JERUSALEM, 13 July 2005 — Israel will retain security control of the northern West Bank after it evacuates four isolated Jewish settlements in the area next month, Israel Radio said yesterday after a ministerial debate on the issue. The reported decision, certain to disappoint Palestinians, appeared to be a departure from Prime Minister Ariel Sharon’s withdrawal plan, which says Israel will evacuate “all military installations” in the area and redeploy outside.
Under Sharon’s plan to “disengage” from conflict with the Palestinians, Israel intends to begin evacuating all 21 Jewish settlements in the Gaza Strip and four of 120 in the West Bank beginning in mid-August. Israeli officials said the Defense Ministry had recommended to Sharon’s security Cabinet, which met yesterday, that Israeli forces retain security control of territory around the four West Bank settlements and keep existing military bases in the area.
Meanwhile, a Palestinian suicide bomber killed two people at an Israeli shopping mall and a car bomb blew up in a Jewish settlement yesterday, dealing heavy blows to a shaky five-month-old truce. A unit of Palestinian militant group Islamic Jihad claimed the suicide attack on the coastal city of Netanya, a frequent target during a Palestinian uprising. Police said they found the bodies of the bomber and two other people killed by the blast.

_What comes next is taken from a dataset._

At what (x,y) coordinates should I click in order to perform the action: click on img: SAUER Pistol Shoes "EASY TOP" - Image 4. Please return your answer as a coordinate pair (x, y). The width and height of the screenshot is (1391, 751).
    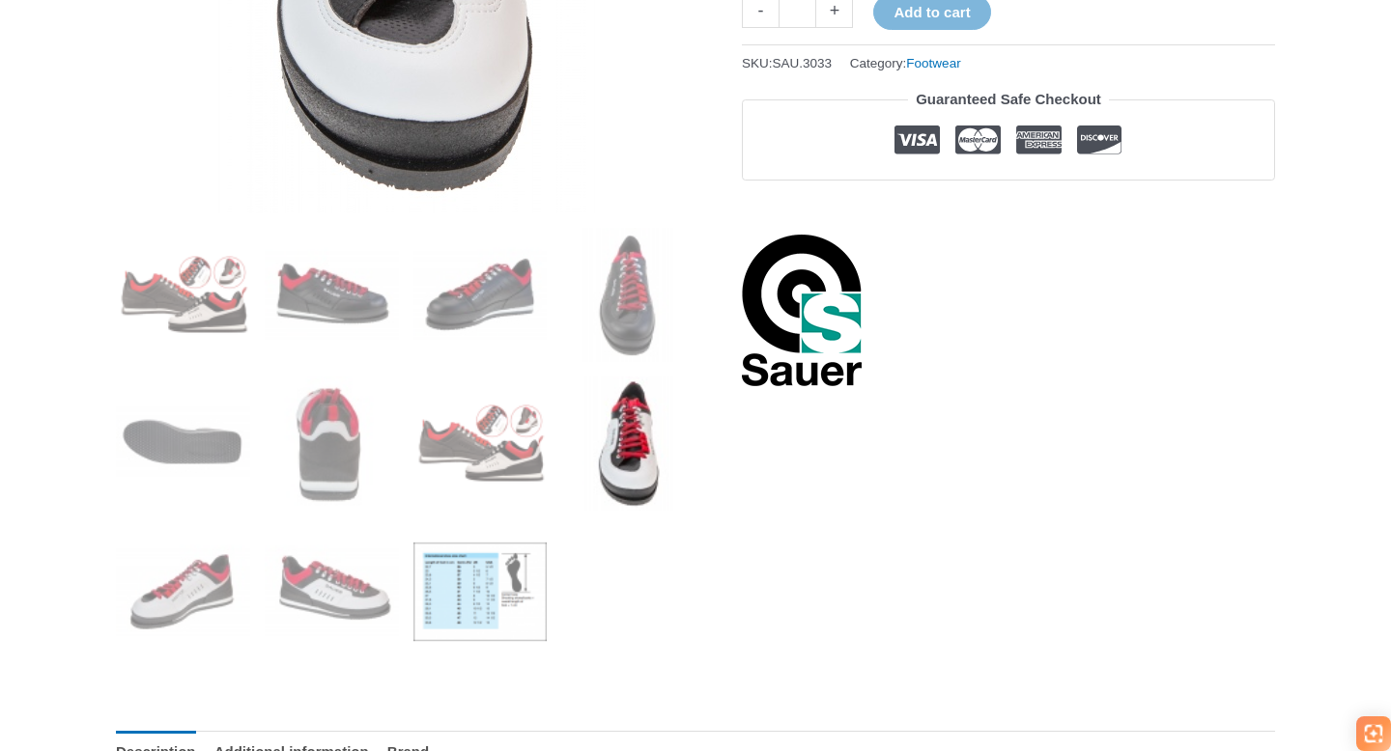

The attack occurred less than an hour after the car bomb hit the West Bank settlement of Shave Shomron. Only the driver was hurt and there was no immediate claim of responsibility. In a farewell video, suicide bomber Ahmed Abu Khalil said: “We reiterate our commitment to calm, but we have to retaliate for Israeli violations.”
The Palestinian Authority condemned the latest bombing. “All factions must abide by the truce,” said Jibril Rajoub, a security aide to Palestinian President Mahmoud Abbas. “These acts only cause harm to Palestinian unity and serve the right wing in Israel.”
In another development, a poisoning claim by the head of the ruling Fatah faction has strengthened a widely held belief among Palestinians that Yasser Arafat’s death eight months ago was due to foul play.
Farouk Qaddumi became the most senior Palestinian figure to endorse the poisoning theory when he told reporters in Tunis on Monday: “I can categorically confirm that Abu Ammar (Arafat) was poisoned.
“The poison was administered in the food and in the medication he swallowed,” said the Tunis-based Qaddumi, who was appointed Fatah chief after Arafat died but refuses to visit the occupied Palestinian territories.
His comments are a variation of a theory put forward by Arafat’s former Cabinet secretary, Ahmed Abdelrahman, who has said the Palestinian leader was poisoned more than a year before his death on Nov. 11 at the Percy military hospital on the outskirts of Paris.